Circumcision Cardinal Tool in Aids Fight
29 June 2008By Doreen Nawa
PREVENTION measures in the fight against HIV/AIDS are repeatedly being criticised for having a limited impact on the predominantly heterosexual disease found in Africa.
As opposed to propagating the campaigns on condom use, HIV testing and treatment of sexually transmitted infections (STIs), most researchers have in the recent past been citing male circumcision as offering higher chances of protection, especially in cases of unprotected sex.
Although male circumcision and reduction of multiple sexual partnerships are currently getting less attention and resources, researchers say they are two interventions that could have a greater impact on minimising the further spread of the HIV.
Scientists say circumcision reduces men’s chances of contracting HIV by up to 60 per cent, which is regarded as a major breakthrough in the fight against AIDS. Now, the question is how to put that fact to work to combat AIDS across Africa.
The findings were first announced in December 2006, when initial results from two major trials in Kenya and Uganda - showed promising links between male circumcision and HIV transmission. However, those trials were deemed so definitive that the tests were halted early.
For instance in Zambia, HIV prevalence rate is lower in North-Western Province were male circumcision is being practiced than in other provinces countrywide.
Society for Family Health (SFH) executive director, Harrison Richard says the way the disease was evolving in Zambia was worrying.
Speaking at a Press briefing recently, Mr Richard said WHO recommendations should be taken seriously if Zambia was to experience a remarkable drop in the HIV prevalence rate.
He said major public health initiatives like male circumcision should not be ignored if Zambia was to make a difference in HIV prevention.
SFH medical expert, Dr Manasseh Phiri said North-Western Province in Zambia has the lowest HIV prevalence rate of about 6.5 per cent and the rate has been attributed to circumcision which is practiced in that area.
Dr Phiri said there was strong evidence from time immemorial from African countries in the north where circumcision is practiced that their HIV prevalence rates were lower than in other countries where circumcision was not practiced.
In response to the urgent need to reduce the number of new HIV infections globally, World Health Organisation (WHO) and the United Nations AIDS secretariat convened an international expert consultation in March last year to determine whether male circumcision should be recommended for the prevention of HIV infection.
The UN agencies emphasise that male circumcision does not provide complete protection against HIV infection.
It should never replace other known effective prevention methods and should always be considered as part of a comprehensive prevention package, which includes correct and consistent use of male or female condoms, reduction in the number of sexual partners, delaying the onset of sexual relations, and HIV testing and counseling.
WHO director of the AIDS department, Dr Kevin de Cock said, "This is an extraordinary development. Circumcision is the most potent intervention in HIV prevention that has been described."

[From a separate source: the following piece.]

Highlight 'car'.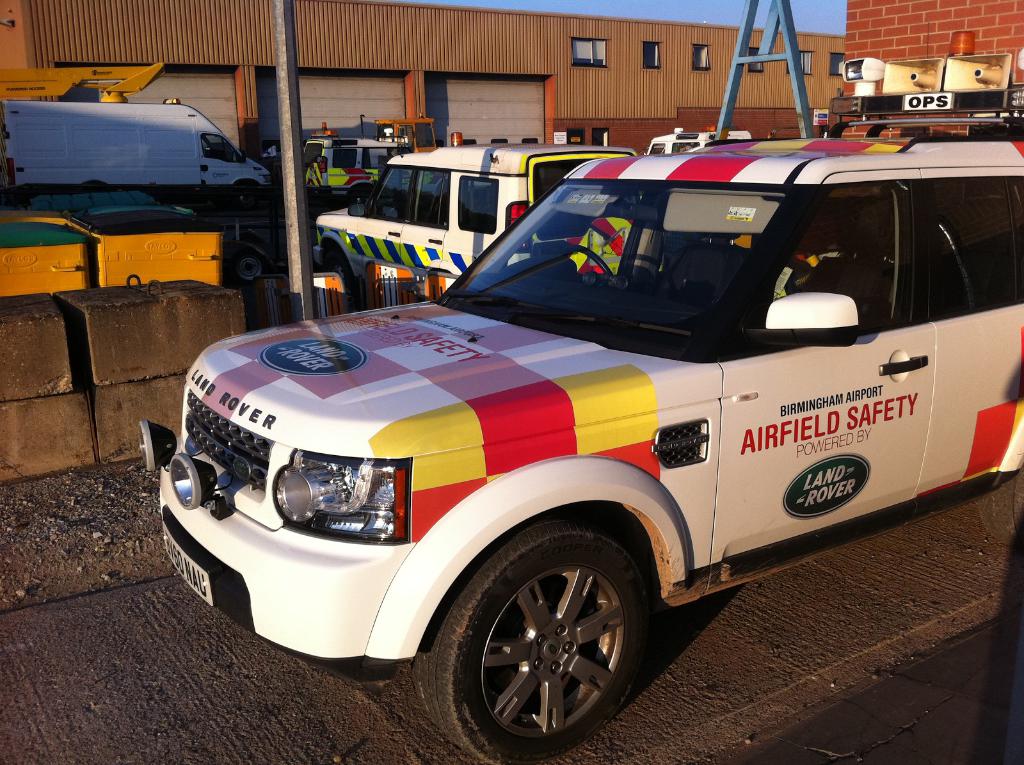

"The recommendations represent a significant step forward in HIV prevention. However, it will be a number of years before we can expect to see an impact on the epidemic from such investment," said Dr de Cock.
Dr de Cock said countries with high rates of heterosexual HIV infection and low rates of male circumcision now have an additional intervention which can reduce the risk of HIV infection in heterosexual men.
He says scaling up male circumcision in such countries will result in immediate benefit to individuals.
Circumcision has long been suspected of reducing men’s susceptibility to HIV infection because the cells in the foreskin of the penis are especially vulnerable to the virus.
There is now strong evidence from three randomised controlled trials undertaken in Kisumu, Kenya; Rakai District, Uganda (funded by the US National Institutes of Health); and Orange Farm, South Africa (funded by the French National Agency for Research on AIDS) that male circumcision reduces the risk of heterosexually acquired HIV infection in men by approximately 60 per cent.
This evidence supports the findings of numerous observational studies that have also suggested that the geographical correlation long described between lower HIV prevalence and high rates of male circumcision in some countries in Africa, and more recently elsewhere, is, at least in part, a causal association.